The United Nations Regional Humanitarian Coordinator for the Syria Crisis last week issued a warning as to the high numbers of deaths and injuries among Syrians pointing out that September was the deadliest month of the year as hospitals, ambulances, schools and displaced people escaping violence are being routinely targeted by airstrikes in Syria.
“I am appalled by reports of high numbers of civilian casualties due to heavy air attacks in Syria,” said Panos Moumtzis, the Regional Humanitarian Coordinator for the Syria Crisis.
“September was the deadliest month of 2017 for civilians with daily reports of attacks on residential areas resulting in hundreds of conflict-related deaths and injuries,” he added in a news release issued by the UN Office for the Coordination of Humanitarian Affairs (OCHA).
Last week, airstrikes on Raqqa City killed dozens of people and injured many others while some 8,000 others remain trapped there.
Between 19-30 September, airstrikes on residential areas in Idlib killed at least 149 people – the majority of whom were women and children.
Relatedly, AFP reported Monday that the civilians who are trapped in Raqqa are used as human shields by ISIL.
“As ISIL fighters retreat into a shrinking part of Syria’s Raqqa, they are dragging along terrified civilians for cover against a ferocious US-backed onslaught,” AFP stated, adding that “locals who managed to flee describe being herded into apartments in buildings used by jihadists as makeshift military bases, and serving as human shields for fighters as they collect water.”
Civilian casualties were also reported in Rural Damascus, Hama, Aleppo and Deir-ez-Zor, the OCHA news release said.
In late September, the coalition acknowledged the deaths of 735 civilians in its strikes on Syria and Iraq since 2014, but the Britain-based Syrian Observatory for Human Rights says hundreds have been killed in Raqqa alone since June.
Meanwhile, the United Nations refugee agency has warned that dwindling resources could severely jeopardize efforts to provide refugees and displaced persons across the Middle East with essential winter supplies such as thermal blankets and warm clothing.
For many, it will be the seventh consecutive winter in displacement, living in tents or in makeshift settlements in near-freezing temperatures.
“We estimate that as many as four million are at extreme risk and need timely and substantial help to properly prepare for the forthcoming winter [and] of these only one in four are likely to get the assistance they need,” said Andrej Mahecic, a spokesperson for the Office of the UN High Commissioner for Refugees (UNHCR).
He called for greater funding for the agency’s response plan to ensure help is provided to all in desperate need.
According to estimates, there are nearly 15 million Syrian and Iraqi refugees and internally displaced persons across the region, in Turkey, Lebanon, Jordan, Egypt, Syria and Iraq.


WORK TO BE COMPLETED: Find how many lines below mention "Belgium". Nothing but the number is needed.

______________________________

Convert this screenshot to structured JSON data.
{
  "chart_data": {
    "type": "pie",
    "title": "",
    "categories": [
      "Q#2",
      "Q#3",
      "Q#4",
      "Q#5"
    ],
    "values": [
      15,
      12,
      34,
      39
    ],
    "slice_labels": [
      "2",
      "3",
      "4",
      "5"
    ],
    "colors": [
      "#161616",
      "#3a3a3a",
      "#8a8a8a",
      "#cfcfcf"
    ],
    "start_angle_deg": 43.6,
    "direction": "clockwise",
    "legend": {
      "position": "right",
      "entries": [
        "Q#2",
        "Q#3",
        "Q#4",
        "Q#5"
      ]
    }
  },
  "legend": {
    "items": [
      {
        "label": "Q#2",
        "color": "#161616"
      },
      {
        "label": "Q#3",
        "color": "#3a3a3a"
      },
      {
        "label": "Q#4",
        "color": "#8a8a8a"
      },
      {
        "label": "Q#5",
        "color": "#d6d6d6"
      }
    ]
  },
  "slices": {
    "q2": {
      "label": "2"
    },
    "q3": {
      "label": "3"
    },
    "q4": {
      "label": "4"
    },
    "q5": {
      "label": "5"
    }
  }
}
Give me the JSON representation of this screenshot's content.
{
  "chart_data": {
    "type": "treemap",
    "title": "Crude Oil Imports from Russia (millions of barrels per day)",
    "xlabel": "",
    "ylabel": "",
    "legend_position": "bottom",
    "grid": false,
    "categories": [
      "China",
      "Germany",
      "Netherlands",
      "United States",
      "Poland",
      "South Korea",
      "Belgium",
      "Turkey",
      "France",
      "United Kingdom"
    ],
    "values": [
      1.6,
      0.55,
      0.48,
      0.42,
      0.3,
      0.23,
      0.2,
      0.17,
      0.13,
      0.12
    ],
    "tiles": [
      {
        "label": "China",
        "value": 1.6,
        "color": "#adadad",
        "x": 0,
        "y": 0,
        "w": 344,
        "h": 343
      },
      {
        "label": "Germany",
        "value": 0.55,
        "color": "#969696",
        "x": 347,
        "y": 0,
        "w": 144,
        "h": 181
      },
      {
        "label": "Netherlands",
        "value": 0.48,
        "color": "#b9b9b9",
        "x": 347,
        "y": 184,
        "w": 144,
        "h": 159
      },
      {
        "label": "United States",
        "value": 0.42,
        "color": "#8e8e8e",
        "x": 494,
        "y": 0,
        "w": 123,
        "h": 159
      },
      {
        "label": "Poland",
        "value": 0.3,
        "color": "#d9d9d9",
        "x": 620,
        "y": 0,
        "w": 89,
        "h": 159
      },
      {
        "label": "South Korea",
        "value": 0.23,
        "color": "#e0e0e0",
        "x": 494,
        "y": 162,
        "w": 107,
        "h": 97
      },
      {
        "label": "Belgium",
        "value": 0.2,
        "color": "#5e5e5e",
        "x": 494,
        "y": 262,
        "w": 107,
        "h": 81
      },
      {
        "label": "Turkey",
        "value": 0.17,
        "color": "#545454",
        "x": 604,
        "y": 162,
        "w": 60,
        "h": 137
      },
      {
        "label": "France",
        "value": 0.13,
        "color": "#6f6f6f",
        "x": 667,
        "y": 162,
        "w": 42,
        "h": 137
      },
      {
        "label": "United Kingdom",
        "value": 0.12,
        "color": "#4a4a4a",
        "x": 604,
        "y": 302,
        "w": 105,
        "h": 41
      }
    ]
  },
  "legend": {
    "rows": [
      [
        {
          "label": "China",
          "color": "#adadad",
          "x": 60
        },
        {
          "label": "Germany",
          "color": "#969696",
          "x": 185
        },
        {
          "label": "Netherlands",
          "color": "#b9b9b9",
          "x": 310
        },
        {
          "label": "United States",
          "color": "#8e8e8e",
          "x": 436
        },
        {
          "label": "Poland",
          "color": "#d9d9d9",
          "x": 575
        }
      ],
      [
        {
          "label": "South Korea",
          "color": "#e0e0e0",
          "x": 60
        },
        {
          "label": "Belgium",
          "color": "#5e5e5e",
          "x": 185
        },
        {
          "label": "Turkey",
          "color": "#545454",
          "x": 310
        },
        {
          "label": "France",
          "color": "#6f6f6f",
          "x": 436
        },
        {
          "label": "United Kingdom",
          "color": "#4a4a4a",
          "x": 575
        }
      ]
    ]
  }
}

______________________________

YOUR RESPONSE: 3